I MEET A MOOSE
DRIVING SOUTH ON THE AlCan HIGHWAY, I zippity-zipped up behind a double tanker full of liquid hydrogen peroxide. Not so crazy about trailing such a monster, I waited for a straight shot in the road to pass. No sooner had I cleared the truck and gotten myself back onto our side of the highway when another twist in the road took me around a bend, onto about a football field of straightaway. On the 75-yard line ahead, on the other side of the road, a moose. Walking away from me. Absolute clarity took over my mind.
TIME TICKED INTO SLOW MOTION, and I viewed the drama unfolding, seconds parsed into fractions, like a movie frame-by-frame:
1) Moose in the road.
2) Will he stay on his side?
3) Will he veer into mine?
4) Double-tanker hoves into view behind me.
5) Moose turns into our lane, directly ahead of me.
6) SLOW DOWN
7) Hit the hazards.
8) Steer onto shoulder so double tanker can pass me rather than plow into me.
9) Shoulder only 4’ wide. Oh no.
10) Moose, 50 yards ahead.
11) A puppeteer seems to be lift-dropping the moose’s heavy huge hooves as it lopes toward the shoulder in front of me
12) SLOW DOWN
13) Check the mirror.
14) Double tanker bearing down, coming up fast.
15) What?
16) 40 yards away, Moose changes his mind at the shoulder and starts back for the dotted line, again crossing in front me to the other lane of traffic.
17) Wait, what? AGAIN he changes his mind and heads back for the shoulder, and, what?
18) Back he goes, in front of me a third time.
19) 30 yards away.
20) This Moose can’t make up his mind, I think.
21) SLOW DOWN
22) What?
23) Another change of mind, back to the dotted line.
24) This Moose is so confused, I think.
25) SLOW DOWN
26) 20 yards away.
27) I can “see" his antlers come through the windshield.
28) They’ll decapitate me, I think.
29) What a terrible to die, I think.
30) What a beautiful, clumsy animal, I think.
31) What will be left of me? I wonder, moose whirling—again—a fifth time.
32) He and I are both half on the shoulder, half on the highway.
33) 15 yards away.
34) My car will knock him off his feet.
35) He’ll come through my window.
36) The double tanker on my tail (full of liquid hydrogen peroxide) will mow us both down.
37) Does hydrogen peroxide explode?
38) Halfway back to the shoulder, Moose again friggin' changes his mind.
39) Right friggin’ in front of me.
40) He turns, head swinging.
41) We face—eyeball to eyeball.
42) 10 yards between us.
43) I hear Cindy Godby’s impassioned prayer the night I leave to drive this road. “God! You must take care of Brenda! You must!”
44) Where will my head land when this moose flies into my window?
45) Moose finishes his whirl, clops into the oncoming traffic lane.
46) I fly by.
47) Moose hindquarters, plain as day, show up above my side mirror, the mirror itself filled with the double tanker's grill and headlights.
48) I hit the gas.
49) Car roars, plunges ahead.
50) Double tanker falls back.
51) Double-tanker grows smaller.
The surreal slow-mo snaps into real time. Lanscape races past. Odd, I think, I can’t hear or feel my heart. My breathing is steady. I should be shaking, I’m not. Why can’t I feel my heart? I replay the scene over and over, every detail—this back and forth of the North’s most irrational and crazy animal. It was as if I was out of body, existence reduced to thought. Still, I should have some kind of physical reaction to something that could have gone so badly wrong in so many ways!
Not until I TELL the story to someone does my heart pound.
"Next time you tell me your woes," says my daughter, "I'll say you could have been decapitated by a moose."
I don't know why I wasn't. Except for Cindy's prayer. How else do you explain it?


• [WORK TO COMPLETE]: Write out exactly the lines from the one containing "Zoom into man." through the last line of the records below, including both.

Collected data:
######
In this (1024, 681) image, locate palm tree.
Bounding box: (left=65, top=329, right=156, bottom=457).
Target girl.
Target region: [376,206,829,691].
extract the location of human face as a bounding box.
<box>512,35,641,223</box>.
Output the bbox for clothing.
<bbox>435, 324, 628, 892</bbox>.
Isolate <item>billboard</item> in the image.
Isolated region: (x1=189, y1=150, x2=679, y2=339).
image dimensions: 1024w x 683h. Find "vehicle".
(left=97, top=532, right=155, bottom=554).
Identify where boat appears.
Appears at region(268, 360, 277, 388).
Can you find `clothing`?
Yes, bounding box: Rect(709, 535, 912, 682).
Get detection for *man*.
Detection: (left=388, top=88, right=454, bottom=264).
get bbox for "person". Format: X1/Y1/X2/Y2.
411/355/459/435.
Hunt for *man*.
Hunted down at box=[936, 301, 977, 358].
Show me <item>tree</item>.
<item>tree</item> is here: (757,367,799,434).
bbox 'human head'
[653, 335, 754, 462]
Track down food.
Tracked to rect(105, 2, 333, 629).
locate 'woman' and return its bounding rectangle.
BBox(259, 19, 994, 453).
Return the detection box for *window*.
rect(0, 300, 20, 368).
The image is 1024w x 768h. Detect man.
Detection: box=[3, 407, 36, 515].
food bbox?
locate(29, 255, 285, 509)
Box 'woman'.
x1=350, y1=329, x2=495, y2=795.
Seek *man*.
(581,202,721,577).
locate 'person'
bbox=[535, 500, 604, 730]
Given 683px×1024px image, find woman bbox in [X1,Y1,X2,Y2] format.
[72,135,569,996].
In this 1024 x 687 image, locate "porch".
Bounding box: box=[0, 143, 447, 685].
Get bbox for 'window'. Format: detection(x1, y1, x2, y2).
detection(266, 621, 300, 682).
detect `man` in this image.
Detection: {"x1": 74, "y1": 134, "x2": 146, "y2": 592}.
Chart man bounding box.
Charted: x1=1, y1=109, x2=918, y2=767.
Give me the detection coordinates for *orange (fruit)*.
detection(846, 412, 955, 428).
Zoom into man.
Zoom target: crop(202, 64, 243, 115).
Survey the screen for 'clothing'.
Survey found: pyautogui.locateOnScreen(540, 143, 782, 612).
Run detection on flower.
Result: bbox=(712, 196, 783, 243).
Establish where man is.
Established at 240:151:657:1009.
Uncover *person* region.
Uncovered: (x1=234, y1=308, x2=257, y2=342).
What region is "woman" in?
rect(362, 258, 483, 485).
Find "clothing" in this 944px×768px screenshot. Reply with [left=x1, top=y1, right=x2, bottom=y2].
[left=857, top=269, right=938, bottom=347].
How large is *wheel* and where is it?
######
• [PROBLEM SOLUTION]:
Zoom into man.
Zoom target: crop(202, 64, 243, 115).
Survey the screen for 'clothing'.
Survey found: pyautogui.locateOnScreen(540, 143, 782, 612).
Run detection on flower.
Result: bbox=(712, 196, 783, 243).
Establish where man is.
Established at 240:151:657:1009.
Uncover *person* region.
Uncovered: (x1=234, y1=308, x2=257, y2=342).
What region is "woman" in?
rect(362, 258, 483, 485).
Find "clothing" in this 944px×768px screenshot. Reply with [left=x1, top=y1, right=x2, bottom=y2].
[left=857, top=269, right=938, bottom=347].
How large is *wheel* and where is it?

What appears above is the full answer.